What has been deleted?

We were talking about creativity the other day and my mother said “I don’t have a creative bone in my whole body”. This is a woman who brought up two children, one seriously ill, who managed a household through her husband’s battle with cancer and developed a very successful career as a single parent. She found ways to be in two different hospitals, in the office and looking after a child simultaneously. She has written 15 books.  She found ways to manage school pick ups and holidays. She would have had to have been creative every minute of every day to make it work as well as it did. But her definition of creativity did not allow for all of this.

Each day we are exposed to billions of bytes of information which would overwhelm us if we did not have mechanisms to reduce it and manage it. Only certain data are allowed through to the brain by the sensory organs. These data are then transformed by our unconscious minds to create what we see, hear, feel, taste and smell. Along the way, the brain subconsiously ‘deletes’ information, even though we have perceived it, because it does not fit with our existing view of the world, our beliefs or is not relevant to us.
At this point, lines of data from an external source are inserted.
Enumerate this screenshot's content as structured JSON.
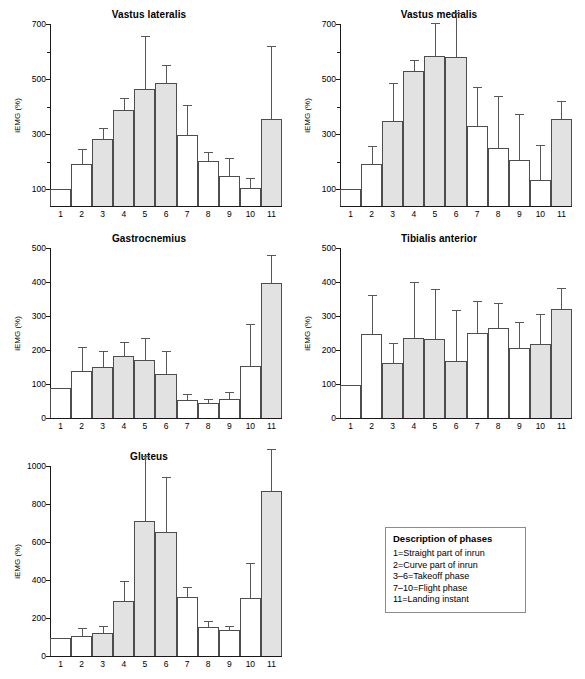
{
  "figure": {
    "bar_fill_color": "#e2e2e2",
    "bar_open_color": "#ffffff",
    "bar_border_color": "#4d4d4d",
    "error_bar_color": "#585858",
    "axis_color": "#1a1a1a"
  },
  "legend": {
    "title": "Description of phases",
    "items": [
      "1=Straight part of inrun",
      "2=Curve part of inrun",
      "3–6=Takeoff phase",
      "7–10=Flight phase",
      "11=Landing instant"
    ]
  },
  "chart_data": [
    {
      "type": "bar",
      "title": "Vastus lateralis",
      "xlabel": "",
      "ylabel": "iEMG (%)",
      "categories": [
        "1",
        "2",
        "3",
        "4",
        "5",
        "6",
        "7",
        "8",
        "9",
        "10",
        "11"
      ],
      "values": [
        100,
        193,
        283,
        389,
        465,
        485,
        297,
        203,
        148,
        104,
        355
      ],
      "errors_upper": [
        0,
        247,
        322,
        430,
        655,
        552,
        408,
        235,
        213,
        140,
        620
      ],
      "filled": [
        false,
        false,
        true,
        true,
        true,
        true,
        false,
        false,
        false,
        false,
        true
      ],
      "ylim": [
        40,
        700
      ],
      "yticks": [
        100,
        300,
        500,
        700
      ],
      "yticks_minor": [
        200,
        400,
        600
      ],
      "grid": false,
      "legend_position": "none"
    },
    {
      "type": "bar",
      "title": "Vastus medialis",
      "xlabel": "",
      "ylabel": "iEMG (%)",
      "categories": [
        "1",
        "2",
        "3",
        "4",
        "5",
        "6",
        "7",
        "8",
        "9",
        "10",
        "11"
      ],
      "values": [
        103,
        194,
        348,
        528,
        584,
        582,
        329,
        250,
        208,
        135,
        355
      ],
      "errors_upper": [
        0,
        258,
        485,
        568,
        702,
        740,
        472,
        440,
        375,
        262,
        420
      ],
      "filled": [
        false,
        false,
        true,
        true,
        true,
        true,
        false,
        false,
        false,
        false,
        true
      ],
      "ylim": [
        40,
        700
      ],
      "yticks": [
        100,
        300,
        500,
        700
      ],
      "yticks_minor": [
        200,
        400,
        600
      ],
      "grid": false,
      "legend_position": "none"
    },
    {
      "type": "bar",
      "title": "Gastrocnemius",
      "xlabel": "",
      "ylabel": "iEMG (%)",
      "categories": [
        "1",
        "2",
        "3",
        "4",
        "5",
        "6",
        "7",
        "8",
        "9",
        "10",
        "11"
      ],
      "values": [
        88,
        139,
        151,
        182,
        170,
        128,
        52,
        43,
        55,
        152,
        397
      ],
      "errors_upper": [
        0,
        209,
        197,
        223,
        235,
        196,
        72,
        57,
        77,
        277,
        478
      ],
      "filled": [
        false,
        false,
        true,
        true,
        true,
        true,
        false,
        false,
        false,
        false,
        true
      ],
      "ylim": [
        0,
        500
      ],
      "yticks": [
        0,
        100,
        200,
        300,
        400,
        500
      ],
      "yticks_minor": [],
      "grid": false,
      "legend_position": "none"
    },
    {
      "type": "bar",
      "title": "Tibialis anterior",
      "xlabel": "",
      "ylabel": "iEMG (%)",
      "categories": [
        "1",
        "2",
        "3",
        "4",
        "5",
        "6",
        "7",
        "8",
        "9",
        "10",
        "11"
      ],
      "values": [
        98,
        248,
        163,
        236,
        233,
        168,
        251,
        265,
        207,
        219,
        320
      ],
      "errors_upper": [
        0,
        363,
        222,
        399,
        378,
        318,
        345,
        338,
        282,
        305,
        382
      ],
      "filled": [
        false,
        false,
        true,
        true,
        true,
        true,
        false,
        false,
        false,
        true,
        true
      ],
      "ylim": [
        0,
        500
      ],
      "yticks": [
        0,
        100,
        200,
        300,
        400,
        500
      ],
      "yticks_minor": [],
      "grid": false,
      "legend_position": "none"
    },
    {
      "type": "bar",
      "title": "Gluteus",
      "xlabel": "",
      "ylabel": "iEMG (%)",
      "categories": [
        "1",
        "2",
        "3",
        "4",
        "5",
        "6",
        "7",
        "8",
        "9",
        "10",
        "11"
      ],
      "values": [
        95,
        105,
        123,
        292,
        710,
        652,
        311,
        155,
        137,
        305,
        868
      ],
      "errors_upper": [
        0,
        146,
        158,
        395,
        1055,
        940,
        362,
        183,
        157,
        490,
        1090
      ],
      "filled": [
        false,
        false,
        true,
        true,
        true,
        true,
        false,
        false,
        false,
        false,
        true
      ],
      "ylim": [
        0,
        1000
      ],
      "yticks": [
        0,
        200,
        400,
        600,
        800,
        1000
      ],
      "yticks_minor": [],
      "grid": false,
      "legend_position": "none"
    }
  ]
}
All the time our minds are closing off options. If we believe that we are not funny we simply don’t notice all the times that we make people laugh. If we believe we are always late we don’t count the times that we are on time. If we think, like my Mum, that we are not creative, we ignore all the million ways that we make things possible.

The options are always there. Everything can be viewed from a different angle. We just have to open our minds to them.  If you want to believe something that is useful to you, look out for examples of it. They are there - you have just been deleting them before.

An NLP technique, one which is often used with children, is to restrict choice. Instead of saying ‘what do you want’, you ask ‘would you like A or B?’. The minute the question is asked in this form, the infinite number of other options falls away. When you say to a child ‘Do you want to put your coat on now or in five minutes?’ you are deleting the possibility of not putting the coat on. We create our own false choices all the time. That is me or that is not me. I can do this but I could never do that.

Who do you believe you are? Who are you not? These beliefs will define what options you automatically delete. Changing the questions to ‘Who could I be?’ ‘What am I not noticing?’ will open up many more possibilities.